Postcard to the Future
Forecast founder Jack Becker pays it forward
When I graduated as a sculptor from the Minneapolis College of Art and Design in 1976, my goal was to get gallery representation, score a museum show, land a commission, and maybe move to New York City.
While none of these things happened right away, I chose to stay in the arts mecca of the Twin Cities, hang around MCAD, and continue networking with former classmates. This quickly evolved into a club of sorts that met weekly in hopes of doing some kind of exhibit project.
At one of our sessions we realized we shared an interest in postcards: collecting, making, and so on. So we decided to organize a postcard exhibit. We posted fliers around the school and invited others to join.
At one of our meetings, a woman none of us knew came into the room, sat in the back, and observed our excited discussion.
After an hour or so she raised her hand, and I called on her. “Hello,” she said, “my name is Melisande Charles, and I have six thousand postcards.” Of course we were elated, and the show went forward with renewed energy.
Little did we know, Melisande was the director of the Minneapolis Arts Commission and was in the process of securing federal funds to launch a CETA program that would hire 60 artists in the region. (More on CETA in our article, Looking for CETA.) An outspoken, pioneering artist and entrepreneur with New York City hutzpah, Melisande must have seen something in me that I was unaware of, and she later encouraged me to apply for a job in the program. Soon after, like some kind of Horatio Alger fable, thanks to my modest role in organizing a fun little postcard show in the college cafeteria, I was crowned gallery director for City Art Productions, with a desk and phone at City Hall. The city was my gallery, and I was charged with organizing exhibitions of CETA artists at places like the library, the government center, parks, plazas, and other public venues.
“The city was my gallery, and I was charged with organizing exhibitions of CETA artists at places like the library, the government center, parks, plazas, and other public venues.”
For a 23-year-old art pup, this was empowering. With Melisande as my mentor, I learned how to work the telephone and get things done, make connections and open doors that I never imagined could open. Calling from City Hall, as it turns out, gets results! Bureaucracy, I soon learned, is like found-object sculpture, an art form that’s all about connecting the raw materials of the city—people, places, and things—in new and meaningful ways.
This basic notion of creative connecting became the core of my artistic practice. The CETA experience was my graduate school and led to the formation, less than a year later, of Forecast Public Art, a nonprofit dedicated to strengthening and advancing the field of public art.
Thirty-eight years later, it still is. Now, as we go to press, Forecast’s board of directors is conducting a national search for a new executive director so I can shift my job here to what I most enjoy: serving communities seeking a foothold in the public art world.
Most of my time here has been spent responding to requests for help from artists, educators, design professionals, government agencies, developers, planners, and others. I now have the opportunity to take what I’ve learned and the contacts I’ve made around the world and help Forecast increase its impact by focusing my full attention on consulting and downloading what I’ve learned over the past 38 years.
As I look back and consider the core values that helped Forecast survive and even thrive, it wasn’t about innovating or artistic bells and whistles. It was about foundational things like connecting, sharing, channeling energies, and giving artists a chance to follow their passion and realize their potential. After all, it was Melisande who saw something in me and gave me a chance. I’m just paying it forward. And I’m still collecting postcards.
Jack Becker is the founder of Forecast Public Art.
This piece appeared as the publisher’s note in the print issue of Public Art Review issue 54.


-- Exercise prompt --
Select all lines holding the word "more" from the entries that follow.

Data excerpts
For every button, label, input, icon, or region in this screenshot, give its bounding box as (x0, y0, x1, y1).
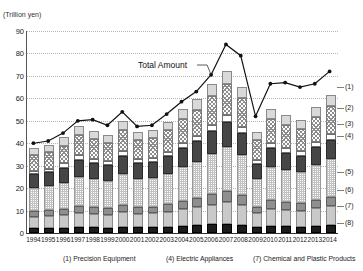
bar-segment (222, 115, 232, 122)
bar-segment (311, 107, 321, 117)
bar-segment (237, 87, 247, 98)
bar-segment (59, 146, 69, 164)
series-callout-leader (337, 190, 344, 191)
bar-segment (44, 186, 54, 210)
bar-segment (296, 120, 306, 129)
bar-segment (296, 156, 306, 172)
bar-segment (29, 148, 39, 155)
bar-segment (103, 228, 113, 233)
bar-segment (326, 206, 336, 225)
total-amount-annotation: Total Amount (138, 60, 187, 70)
bar-segment (326, 159, 336, 197)
bar-column[interactable] (59, 137, 69, 233)
bar-column[interactable] (74, 126, 84, 233)
y-axis-tick-label: 40 (4, 139, 24, 148)
bar-segment (178, 226, 188, 233)
bar-segment (74, 213, 84, 227)
bar-segment (118, 205, 128, 213)
bar-segment (237, 133, 247, 155)
bar-segment (252, 213, 262, 227)
bar-segment (89, 214, 99, 227)
bar-column[interactable] (148, 130, 158, 233)
bar-column[interactable] (118, 121, 128, 233)
bar-segment (89, 139, 99, 159)
bar-segment (148, 138, 158, 158)
bar-column[interactable] (326, 95, 336, 233)
bar-segment (148, 178, 158, 206)
bar-column[interactable] (311, 107, 321, 233)
bar-segment (29, 174, 39, 187)
bar-segment (222, 202, 232, 224)
bar-segment (207, 154, 217, 194)
series-callout-label: (2) (345, 104, 354, 111)
bar-segment (133, 227, 143, 233)
bar-segment (89, 227, 99, 233)
bar-segment (44, 172, 54, 186)
bar-segment (296, 203, 306, 211)
bar-segment (326, 197, 336, 206)
footer-legend-item: (1) Precision Equipment (63, 255, 136, 262)
bar-segment (266, 148, 276, 167)
bar-segment (222, 191, 232, 202)
bar-segment (59, 228, 69, 233)
footer-legend-item: (7) Chemical and Plastic Products (253, 255, 355, 262)
bar-segment (192, 141, 202, 161)
series-callout-leader (337, 172, 344, 173)
bar-segment (148, 162, 158, 178)
bar-column[interactable] (207, 84, 217, 233)
bar-column[interactable] (222, 71, 232, 233)
bar-segment (252, 132, 262, 141)
bar-column[interactable] (252, 132, 262, 233)
bar-column[interactable] (296, 120, 306, 233)
bar-column[interactable] (133, 132, 143, 233)
y-axis-tick-label: 0 (4, 229, 24, 238)
bar-segment (281, 153, 291, 170)
bar-segment (103, 181, 113, 208)
bar-segment (192, 99, 202, 110)
bar-segment (59, 183, 69, 209)
bar-column[interactable] (44, 145, 54, 233)
bar-segment (29, 188, 39, 212)
bar-segment (296, 211, 306, 226)
bar-segment (311, 226, 321, 233)
bar-column[interactable] (192, 99, 202, 233)
bar-segment (59, 215, 69, 228)
bar-segment (237, 225, 247, 233)
bar-segment (296, 172, 306, 203)
bar-segment (74, 135, 84, 156)
bar-segment (89, 207, 99, 214)
series-callout-label: (4) (345, 132, 354, 139)
bar-segment (103, 208, 113, 215)
bar-segment (311, 165, 321, 200)
bar-segment (266, 226, 276, 233)
bar-segment (222, 84, 232, 116)
series-callout-label: (1) (345, 83, 354, 90)
bar-segment (103, 143, 113, 162)
y-axis-unit-label: (Trillion yen) (3, 11, 41, 18)
y-axis-tick-label: 60 (4, 94, 24, 103)
bar-segment (192, 207, 202, 225)
bar-column[interactable] (281, 115, 291, 233)
bar-segment (192, 198, 202, 207)
bar-segment (178, 119, 188, 143)
y-axis-tick-label: 90 (4, 27, 24, 36)
bar-column[interactable] (29, 148, 39, 233)
bar-column[interactable] (178, 109, 188, 233)
bar-column[interactable] (237, 87, 247, 233)
bar-segment (163, 156, 173, 174)
bar-column[interactable] (266, 109, 276, 233)
bar-column[interactable] (103, 135, 113, 233)
bar-segment (311, 117, 321, 142)
bar-column[interactable] (163, 122, 173, 234)
bar-segment (133, 207, 143, 214)
bar-segment (118, 130, 128, 151)
series-callout-leader (337, 87, 344, 88)
bar-segment (103, 215, 113, 228)
bar-segment (311, 200, 321, 209)
bar-segment (59, 168, 69, 183)
bar-column[interactable] (89, 131, 99, 233)
bar-segment (252, 227, 262, 233)
bar-segment (133, 179, 143, 207)
bar-segment (163, 204, 173, 212)
y-axis-tick-label: 80 (4, 49, 24, 58)
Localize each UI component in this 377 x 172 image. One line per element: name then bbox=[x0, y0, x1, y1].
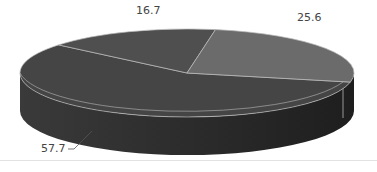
pie-slice-25-6[interactable] bbox=[187, 30, 354, 83]
data-label-57-7: 57.7 bbox=[41, 142, 66, 155]
data-label-16-7: 16.7 bbox=[136, 4, 161, 17]
data-label-25-6: 25.6 bbox=[297, 11, 322, 24]
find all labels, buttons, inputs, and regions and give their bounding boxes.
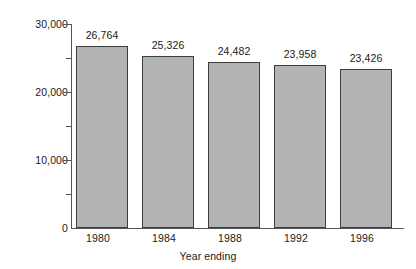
x-axis-tick-label-1980: 1980 bbox=[62, 232, 134, 244]
y-axis-tick-label-30000: 30,000 bbox=[6, 19, 68, 29]
bar-1992[interactable] bbox=[274, 65, 326, 228]
bar-chart: 30,000 20,000 10,000 0 26,764 25,326 24,… bbox=[0, 0, 416, 269]
bar-1980[interactable] bbox=[76, 46, 128, 228]
bar-slot-1984: 25,326 bbox=[142, 24, 194, 228]
x-axis-tick-label-1996: 1996 bbox=[326, 232, 398, 244]
bar-value-label: 23,426 bbox=[326, 53, 406, 64]
bar-1984[interactable] bbox=[142, 56, 194, 228]
y-axis-tick-label-20000: 20,000 bbox=[6, 87, 68, 97]
bar-1988[interactable] bbox=[208, 62, 260, 229]
x-axis-tick-label-1992: 1992 bbox=[260, 232, 332, 244]
x-axis-line bbox=[71, 228, 404, 229]
plot-area: 26,764 25,326 24,482 23,958 23,426 bbox=[72, 24, 404, 228]
x-axis-tick-label-1984: 1984 bbox=[128, 232, 200, 244]
bar-slot-1980: 26,764 bbox=[76, 24, 128, 228]
bar-slot-1988: 24,482 bbox=[208, 24, 260, 228]
y-axis-tick-label-0: 0 bbox=[6, 223, 68, 233]
y-axis-tick-label-10000: 10,000 bbox=[6, 155, 68, 165]
bar-slot-1996: 23,426 bbox=[340, 24, 392, 228]
bar-slot-1992: 23,958 bbox=[274, 24, 326, 228]
x-axis-title: Year ending bbox=[0, 250, 416, 262]
x-axis-tick-label-1988: 1988 bbox=[194, 232, 266, 244]
bar-1996[interactable] bbox=[340, 69, 392, 228]
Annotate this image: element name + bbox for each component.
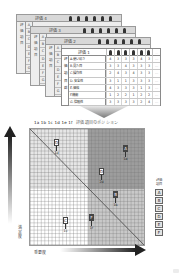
score-cell-more: … [152, 63, 160, 69]
person-icon [109, 16, 112, 21]
up-arrow-icon [4, 126, 16, 226]
person-icon [83, 28, 86, 33]
marker-letter: A [123, 145, 128, 152]
matrix-title: 1a 1b 1c 1d 1e 1f 評価項目のポジション [34, 119, 118, 125]
marker-letter: F [89, 214, 94, 221]
score-cell: 3 [114, 85, 122, 91]
score-cell: 2 [106, 70, 114, 76]
person-icon [132, 50, 135, 55]
score-cell: 1 [137, 85, 145, 91]
table-row: E.価格433313… [69, 85, 160, 92]
score-cell: 3 [121, 70, 129, 76]
score-cell: 4 [121, 63, 129, 69]
person-icon [117, 50, 120, 55]
column-header [145, 49, 153, 56]
sheet-header: 評価 3 [31, 27, 135, 34]
table-row: F.機能122122… [69, 92, 160, 99]
marker-code: 1d [54, 151, 58, 155]
x-axis-label: 重要度 [34, 249, 46, 255]
person-icon [124, 50, 127, 55]
sheet-side-label: 評価項目 [17, 22, 26, 73]
score-cell: 3 [129, 99, 137, 105]
score-cell: 3 [114, 99, 122, 105]
sheet-header: 評価 1 … [62, 49, 160, 56]
score-cell: 4 [129, 70, 137, 76]
person-icon [91, 28, 94, 33]
score-cell: 3 [114, 63, 122, 69]
sheet-title: 評価 2 [64, 38, 76, 45]
score-cell-more: … [152, 56, 160, 62]
down-arrow-icon [80, 106, 128, 118]
column-header [121, 49, 129, 56]
score-cell: 3 [137, 78, 145, 84]
person-icon [115, 28, 118, 33]
score-cell: 4 [106, 56, 114, 62]
position-marker: A1a [123, 145, 128, 161]
sheet-side-label: 評価項目群 [62, 56, 69, 105]
score-cell: 2 [137, 92, 145, 98]
score-cell: 3 [106, 63, 114, 69]
person-icon [114, 39, 117, 44]
y-axis-label: 満足度 [18, 226, 24, 240]
score-cell: 4 [114, 70, 122, 76]
row-label: C.操作性 [69, 70, 106, 76]
column-header [114, 49, 122, 56]
row-label: B.見た目 [69, 63, 106, 69]
person-icons [98, 39, 141, 44]
table-row: D.安全性311333… [69, 78, 160, 85]
score-cell: 3 [145, 56, 153, 62]
row-label: E.価格 [69, 85, 106, 91]
matrix-title-text: 評価項目のポジション [76, 120, 118, 125]
side-char: 目 [31, 52, 39, 58]
score-cell: 4 [137, 56, 145, 62]
score-cell-more: … [152, 70, 160, 76]
score-cell: 3 [137, 70, 145, 76]
page-marker [173, 269, 179, 273]
sheet-header: 評価 4 [17, 15, 121, 22]
right-arrow-icon [60, 244, 146, 256]
person-icon [130, 39, 133, 44]
position-marker: F1f [89, 214, 94, 230]
legend-item: F [155, 229, 163, 236]
position-marker: D2d [99, 168, 104, 184]
person-icon [109, 50, 112, 55]
side-char: 目 [62, 78, 68, 85]
score-cell: 4 [106, 85, 114, 91]
person-icon [123, 28, 126, 33]
person-icon [107, 28, 110, 33]
row-label: F.機能 [69, 92, 106, 98]
marker-letter: D [99, 168, 104, 175]
side-char: 価 [62, 63, 68, 70]
side-char: 目 [46, 63, 54, 69]
person-icon [99, 28, 102, 33]
legend-item: C [155, 205, 163, 212]
person-icon [69, 16, 72, 21]
legend-item: E [155, 221, 163, 228]
score-cell: 3 [145, 70, 153, 76]
row-label: A.使い易さ [69, 56, 106, 62]
sheet-body: 評価項目群 A.使い易さ433343…B.見た目334333…C.操作性2434… [62, 56, 160, 105]
evaluation-sheet-1: 評価 1 … 評価項目群 A.使い易さ433343…B.見た目334333…C.… [61, 48, 161, 106]
sheet-side-label: 評価項目 [31, 34, 40, 85]
score-cell: 3 [145, 78, 153, 84]
legend: 評価項目 ABCDEF [148, 178, 170, 237]
score-cell: 2 [121, 92, 129, 98]
side-char: 評 [62, 56, 68, 63]
legend-caption: 評価項目 [156, 178, 162, 186]
position-marker: D1d [54, 139, 59, 155]
column-header [137, 49, 145, 56]
score-cell: 3 [129, 63, 137, 69]
score-cell: 1 [114, 78, 122, 84]
priority-matrix: D1dA1aD2dB1bC1cF1f [29, 128, 145, 246]
person-icon [147, 50, 150, 55]
person-icon [101, 16, 104, 21]
score-cell: 2 [114, 92, 122, 98]
sheet-title: 評価 4 [35, 15, 47, 22]
score-cell: 4 [145, 99, 153, 105]
marker-code: 1c [64, 229, 68, 233]
column-header [106, 49, 114, 56]
score-cell: 3 [129, 85, 137, 91]
marker-letter: B [113, 191, 118, 198]
column-header [129, 49, 137, 56]
score-cell: 3 [114, 56, 122, 62]
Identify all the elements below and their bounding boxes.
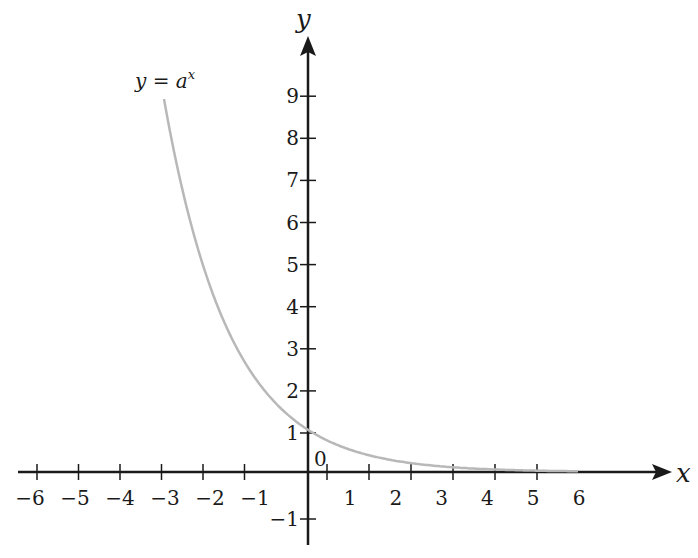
x-tick-label: −6	[15, 486, 44, 510]
curve-y-equals-a-to-x	[164, 99, 578, 471]
x-tick-label: −2	[195, 486, 224, 510]
x-tick-label: 3	[435, 486, 448, 510]
x-axis-label: x	[676, 458, 691, 488]
y-tick-label: 2	[286, 379, 299, 403]
y-tick-label: 9	[286, 84, 299, 108]
x-tick-label: 2	[389, 486, 402, 510]
y-tick-label: 4	[286, 295, 299, 319]
x-tick-label: −4	[105, 486, 134, 510]
y-tick-label: 5	[286, 253, 299, 277]
y-tick-label: 3	[286, 337, 299, 361]
y-tick-label: 8	[286, 126, 299, 150]
x-tick-label: 4	[481, 486, 494, 510]
y-axis-label: y	[295, 4, 311, 34]
y-tick-label: −1	[270, 507, 299, 531]
exponential-graph: −6−5−4−3−2−1123456 −1123456789 0 x y y =…	[0, 0, 698, 558]
x-tick-label: −3	[150, 486, 179, 510]
x-tick-label: 6	[573, 486, 586, 510]
x-tick-label: 5	[527, 486, 540, 510]
origin-label: 0	[314, 447, 327, 471]
x-tick-label: −5	[60, 486, 89, 510]
x-tick-label: 1	[344, 486, 357, 510]
y-tick-label: 7	[286, 168, 299, 192]
y-tick-label: 6	[286, 211, 299, 235]
y-tick-label: 1	[286, 421, 299, 445]
x-tick-label: −1	[240, 486, 269, 510]
curve-equation-label: y = ax	[134, 67, 196, 93]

-- Response to the task --
score-cell-more: … [152, 63, 160, 69]
score-cell-more: … [152, 56, 160, 62]
score-cell-more: … [152, 70, 160, 76]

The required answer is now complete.